How it’s New York: Author Maura Mulligan teaches Irish dancing and Irish in New York, and is a frequent reader at Irish American Writers & Artists Salon.
How it’s Irish: Mulligan gives a bracing picture of life in Mayo in the 1940s and 1950s and immigration to New York.


Books Editor Michelle Woods finds Maura Mulligan’s memoir Call of the Lark fascinating: The book, she writes,  “evokes an era not long past where the alternatives were really stark in Ireland”– with wry humor.

“You might be better off not getting married at all,” Maura Mulligan’s mother told her when she was a kid. “Tis a hard life, trying to rear a crowd like this.”

Mulligan, in her fascinating new memoir, Call of the Lark  is not kidding about not getting married – except to Christ. Mulligan, an immigrant to New York from Mayo, joined a convent not long after arriving, following in the footsteps of her sister Mag.

The controversy this week (one of the many) was Anne-Marie Slaughter’s article in The Atlantic about whether women really could have it all – the jobs, the kids. Mulligan evokes an era not long past where the alternatives were really stark in Ireland. Three of her siblings entered the Church, one got married, and two died from alcohol. 

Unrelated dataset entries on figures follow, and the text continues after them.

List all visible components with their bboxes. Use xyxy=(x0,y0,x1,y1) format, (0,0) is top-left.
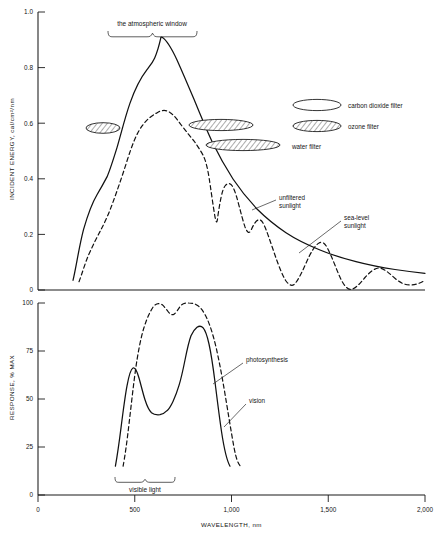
legend-label-water: water filter xyxy=(291,143,321,150)
bottom-x-axis-title: WAVELENGTH, nm xyxy=(201,521,262,528)
bottom-ytick-100: 100 xyxy=(22,299,33,306)
photosynthesis-label: photosynthesis xyxy=(246,356,288,364)
bottom-xtick-1000: 1,000 xyxy=(224,506,240,513)
top-ytick-0-4: 0.4 xyxy=(24,175,33,182)
vision-label: vision xyxy=(249,397,266,404)
legend-item-ozone: ozone filter xyxy=(293,120,379,131)
unfiltered-sunlight-annotation: unfiltered sunlight xyxy=(252,194,305,210)
legend-label-ozone: ozone filter xyxy=(348,123,379,130)
bottom-ytick-25: 25 xyxy=(26,443,34,450)
unfiltered-sunlight-label-line1: unfiltered xyxy=(279,194,305,201)
visible-light-label: visible light xyxy=(129,486,161,494)
bottom-xtick-2000: 2,000 xyxy=(417,506,433,513)
curve-photosynthesis xyxy=(115,326,230,466)
chart-biological-response: 100 75 50 25 0 RESPONSE, % MAX 0 500 1,0… xyxy=(8,299,433,528)
legend-item-water: water filter xyxy=(291,143,321,150)
bottom-ytick-75: 75 xyxy=(26,347,34,354)
legend-item-carbon-dioxide: carbon dioxide filter xyxy=(293,99,403,110)
filter-band-carbon-dioxide xyxy=(189,119,253,130)
filter-band-water xyxy=(206,139,280,150)
top-ytick-1-0: 1.0 xyxy=(24,8,33,15)
figure-canvas: 1.0 0.8 0.6 0.4 0.2 0 INCIDENT ENERGY, c… xyxy=(0,0,435,539)
top-ytick-0-2: 0.2 xyxy=(24,231,33,238)
legend-label-carbon-dioxide: carbon dioxide filter xyxy=(348,102,403,109)
bottom-xtick-1500: 1,500 xyxy=(320,506,336,513)
sea-level-sunlight-label-line1: sea-level xyxy=(344,214,369,221)
sea-level-sunlight-label-line2: sunlight xyxy=(344,222,366,230)
curve-unfiltered-sunlight xyxy=(73,37,425,280)
bottom-y-axis-title: RESPONSE, % MAX xyxy=(8,355,15,420)
top-ytick-0-6: 0.6 xyxy=(24,120,33,127)
bottom-y-ticks xyxy=(38,303,45,495)
top-y-ticks xyxy=(38,12,45,290)
bottom-xtick-0: 0 xyxy=(36,506,40,513)
unfiltered-sunlight-label-line2: sunlight xyxy=(279,202,301,210)
bottom-ytick-0: 0 xyxy=(29,491,33,498)
atmospheric-window-brace xyxy=(108,31,197,37)
ozone-marker-icon xyxy=(293,120,341,131)
filter-legend: carbon dioxide filter ozone filter water… xyxy=(291,99,403,149)
top-y-axis-title: INCIDENT ENERGY, cal/cm²/nm xyxy=(8,98,15,200)
bottom-xtick-500: 500 xyxy=(129,506,140,513)
atmospheric-window-label: the atmospheric window xyxy=(117,20,187,28)
solar-spectrum-figure: 1.0 0.8 0.6 0.4 0.2 0 INCIDENT ENERGY, c… xyxy=(0,0,435,539)
top-ytick-0-8: 0.8 xyxy=(24,64,33,71)
curve-sea-level-sunlight xyxy=(79,110,425,289)
bottom-ytick-50: 50 xyxy=(26,395,34,402)
bottom-x-ticks xyxy=(38,495,425,502)
filter-band-ozone xyxy=(86,123,120,134)
carbon-dioxide-marker-icon xyxy=(293,99,341,110)
visible-light-brace xyxy=(115,477,175,482)
photosynthesis-annotation: photosynthesis xyxy=(213,356,288,384)
sea-level-sunlight-annotation: sea-level sunlight xyxy=(299,214,369,253)
top-ytick-0: 0 xyxy=(29,286,33,293)
chart-incident-energy: 1.0 0.8 0.6 0.4 0.2 0 INCIDENT ENERGY, c… xyxy=(8,8,425,293)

The sheer poverty on the farm didn’t necessarily mean a bad childhood, but it meant America was, for many, the only alternative. Mulligan’s description of her father unable to say goodbye to her, as she headed off for the boat is a tearjerker. And don’t get me started on Spot the puppy and his miserable end.









@silvia Saponaro

Mulligan’s gentle, wry humor though brings us through the bonding at the convent despite a Dickensian Mother Superior, who brought them all in one day, one by one to tell them to take the little whip:

Now, Sister, there’s no need for hysteria. The novices and professed nuns who live at the motherhouse perform the discipline together on first Fridays. When the lights are turned out, we lift our habits to beat ourselves on the thighs while we pray the ‘De Profundis’
“Oh my God,” I said.
“Please do not to take God’s name in vain,” she said.
The convent leads to Mulligan’s passion and gift: teaching. Her joy, some bittersweet, at remembering the children she taught and mentored comes across. After Vatican II, the nuns are allowed to wear a less strict habit; Mulligan is thrilled to have a knee-length skirt and less constrictive wimple. The five year old boys she’s looking after shriek “you got legs and new hair!”
Mulligan is candid about her crisis of faith. You squirm with her, and feel compassion, when at a moment of intensity, she suddenly kisses the counselor she consults, Father Jim. When she sees a shrink outside of the Church, she meets a man she’ll have a brief relationship with after leaving the convent. You’re rooting for them, but some of all the darkness seeps in.
Mulligan’s is certainly a redemptive narrative. She has got back to her passion, Irish dancing, and to teaching. There are all sorts of worthwhile vocations.